Open PierrickPochelu opened 1 year ago

PierrickPochelu commented 1 year ago

A jax decompiler would take jaxpr code and produce a more readable Python code. Even if some information about the original function is lost (obfuscated code) like variable names being lost. Decompilers are important tool for reverse-engineering.

Here the illustration of the usefulness of a decompiler.

(step a) f(x) is my function:

from jax import numpy as jnp
f=lambda x: jnp.log(1+jnp.exp(x)

(step b) The derivative does not give the right answer: print(grad(f)(100.)) # nan <- expected 1

(step c) The JAXPR code of the derivative (along x axis) is:

from jax import make_jaxpr
make_jaxpr(grad(f))(100.)

output: { lambda ; a:f32[]. let b:f32[] = exp a c:f32[] = add 1.0 b _:f32[] = log c d:f32[] = div 1.0 c e:f32[] = mul d b in (e,) }

(step d) The Python equivalent (manually written) is:

df=lambda a: (1 / (1 + jnp.exp(a))) * jnp.exp(a)
print(df(100.)) # nan <- expected 1

(step e) We can easily understand the problem. I refactored a little bit the code and improved the arithmetic stability:

df=lambda x: 1 if x>10 else (jnp.exp(x) / (1 + jnp.exp(x)))
print(df(100.)) # 1. <- expected answer

A decompiler would automate step d.

jakevdp commented 1 year ago

Thanks for the suggestion! It's an interesting idea.

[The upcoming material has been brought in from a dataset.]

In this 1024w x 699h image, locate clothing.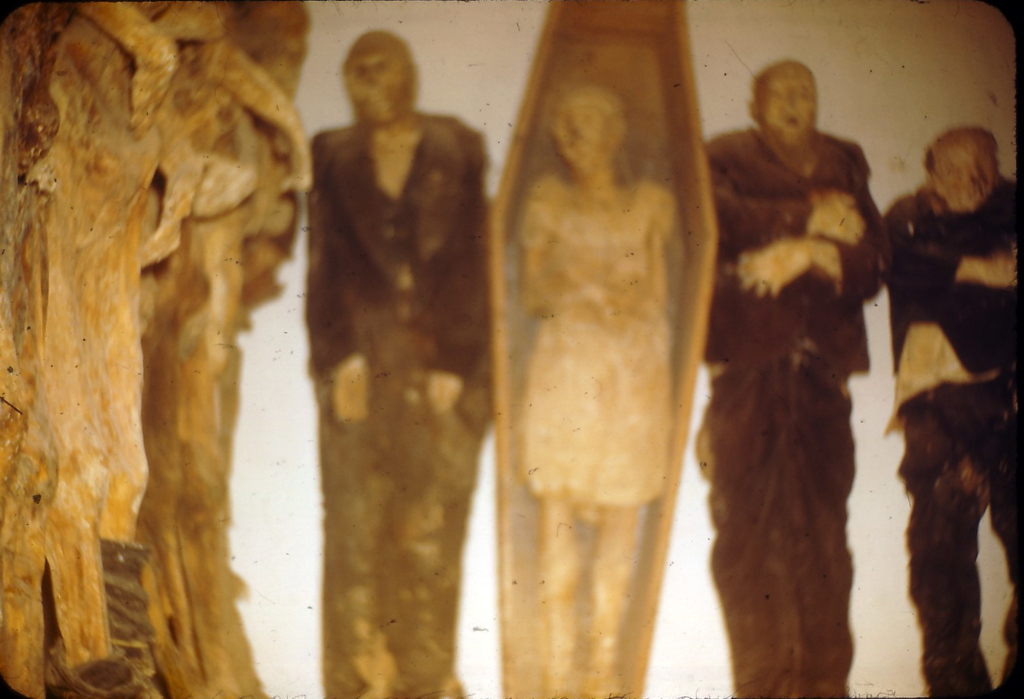
Bounding box: crop(524, 187, 681, 515).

There would be some complexity involved for a full solution; off the top of my head:

It could be a fun challenge though 😁

PierrickPochelu commented 1 year ago

I will release a first version working for simple code samples in next days.

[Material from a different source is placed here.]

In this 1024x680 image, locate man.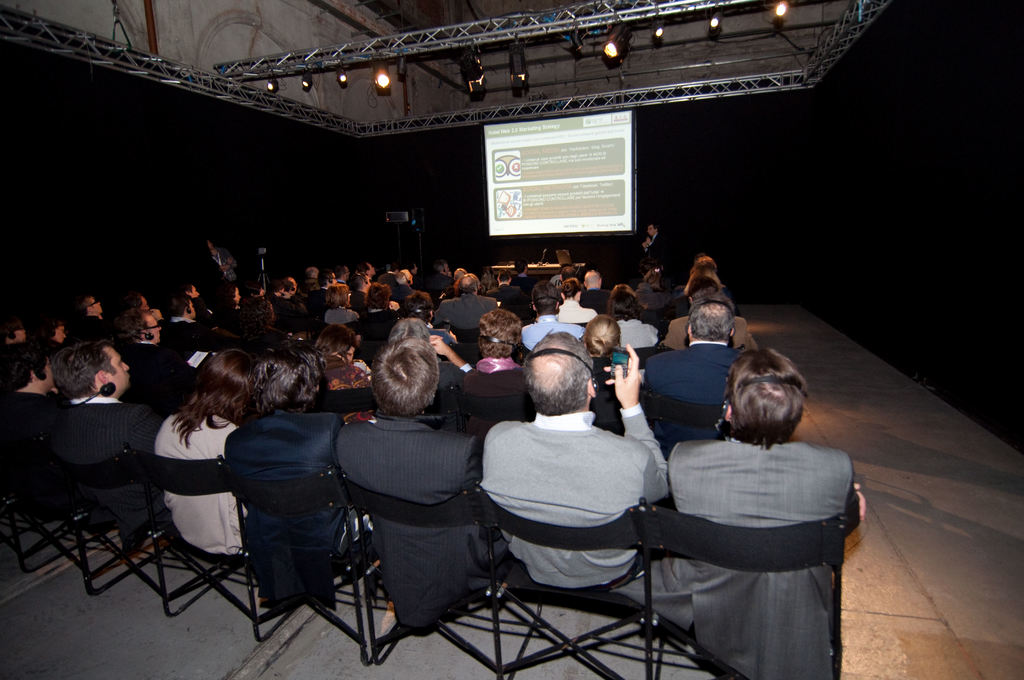
Bounding box: <region>519, 280, 593, 359</region>.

jakevdp commented 1 year ago

Cool - if you haven't seen it already, this might be a useful resource for crawling/interpreting jaxprs: https://jax.readthedocs.io/en/latest/notebooks/Writing_custom_interpreters_in_Jax.html

PierrickPochelu commented 1 year ago

I implemented a first version: https://github.com/PierrickPochelu/JaxDecompiler

For instance, it supports 23 common jaxpr operators such as "add, mul, neg, cos, sin,...". It supports also partially pmap.